Metal. Music. Life. www.headofmetal.com
 
Best Response
Blake Donaghy:
For those of you out of school, where do you find the time for pleasure reading? Right before bed for 30min a night or something?
You'd be surprised at how many hours there are in a day once you cut out distractions such as TV or surfing WSO (I'm still working on that one obviously). I usually read in bed before falling asleep or I block off a few hours on Saturday and Sunday. I also bring a personal book with me when traveling for work so I can get some time in on the plane or at my hotel if I'm not busy. I try to read for at least 30 minutes a "session" cause that's otherwise it is just too short. Once you start dedicating time to it you'd be surprised at how fast you can get through books. I just bought a Kindle DX for Black Friday and I'm hoping it will make it easier to read on the road.
CompBanker’s Career Guidance Services: https://www.rossettiadvisors.com/
 

i know ill catch shit for this but the girl with the dragon tattoo series is pretty gripping. The mark of a good book to me is the inability to stop reading even when your dead fucking tired and want to go to bed.

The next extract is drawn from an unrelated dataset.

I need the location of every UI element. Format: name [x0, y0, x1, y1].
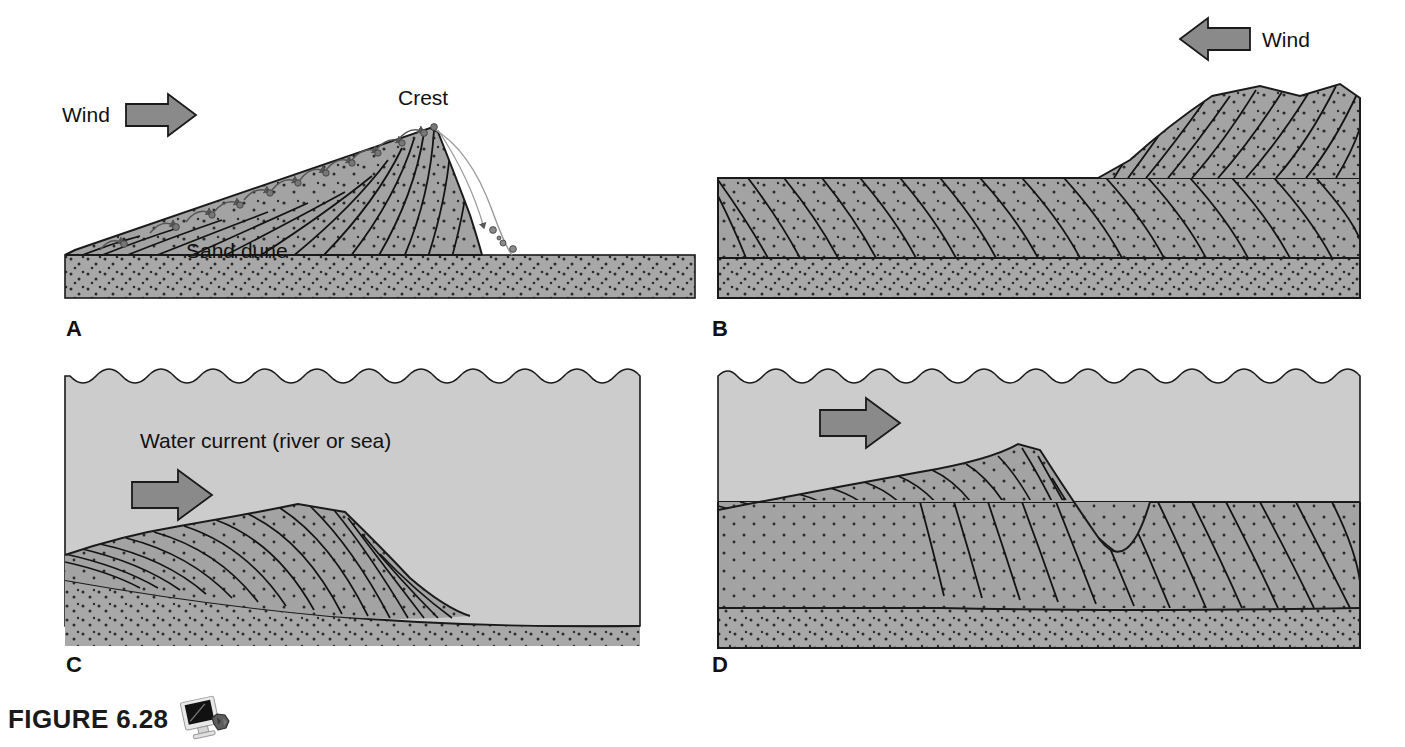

Here's the thing. If you can't spot the sucker in the first half hour at the table, you are the sucker.
 

Franz Kafka - The Trial Adam Smith - The Wealth of Nations Dostoyevsky - Brothers Karamazov John Updike - Terrorist Coetzee - Disgrace Kant - Critique of Judgement Hamid - Reluctant Fundamentalist James Joyce - Ulysses Hemingway - Men without Women

This is a great thread. Got so much to still catch up on.

 

Ayn Rand- The Fountainhead Erich Maria Remarque- All Quiet on the Western Front Herman Wouk- The Winds of War and War and Remembrance John Steinbeck- The Grapes of Wrath James Michner- Poland Leon Uris- QB VII, Exodus, Mila 18 Cormac McCarthy- Blood Meridian Larry McMurtry- Lonesome Dove Jack London- The Call of the Wild Frank McCourt- Angela's Ashes Anne Frank- The Diary of Anne Frank Richard Adams- Watership Down Ernest Hemingway- For Whom the Bell Tolls William Faulkner- As I Lay Dying, The Sound and the Fury Kurt Vonnegut- Slaughterhouse Five Upton Sinclair- The Jungle George Orwell- 1984 and Animal Farm Ken Kesey- One Flew Over the Cuckoo's Nest Harper Lee- To Kil a Mockingbird Joseph Conrad- Heart of Darkness Leo Tolstoy- War and Peace Salman Rushdie- The Satanic Verses Miguel de Cervantes- Don Quixote Gabriel Garcia Marquez- One Hundred Years of Solitude Alex haley- The Autobiography of Malcolm X Vladimir Nabokov- Lolita Jules Verne- Journey to the Center of the Earth / 20,000 Leagues Under the Sea Henry David Thoreau- Walden Voltaire- Candide Stephen Crane- The Red badge of Courage Rudyard Kipling- The Jungle Books, Kim, The White Man's Burden Homer- The Odyssey, The Illiyad John Milton- Paradise Lost Charles Dickens- A Tale of Two Cities Sophocles- Oedipus Rex Victor Hugo- The Hunchback of Notre dame, Les Miserables James Cooper- The Last of the Mohicans Harriet Beecher Stowe- Uncle Tom's Cabin Robert Louis Stevenson- Treasure Island Alexandre Dumas- The Count of Monte Cristo, The Vicomte of Bragelonne Aldous Huxley- Brave New World Virgil- The Aeneid Machiavelli- The Prince Daniel Defoe- Robinson Crusoe Dante- The Divine Comedy H.G. Wells- The Time Machine Bram Stoker- Dracula William Golding- Lord of the Flies George Eliot- Silas Marner Mary Shelley- Frankenstein F Scott Fitzgerald- The Great Gatsby Ralph Ellison- The Invisible Man J.D. Salinger- The Catcher in the Rye Richard Wright- Native Son Joseph Heller- Catch-22 Franz Kafka- the Trial, The Metamorphosis Joseph Conrad- Nostromo Nathaniel Hawthorne- The Scarlett Letter W. Somerset Maugham- Of Human Bondage

I can probably think of more

Reality hits you hard, bro...
 

Not a book, but an essay: George Orwell - A Hanging; You're lurking this forum, you have spare time. Read it now!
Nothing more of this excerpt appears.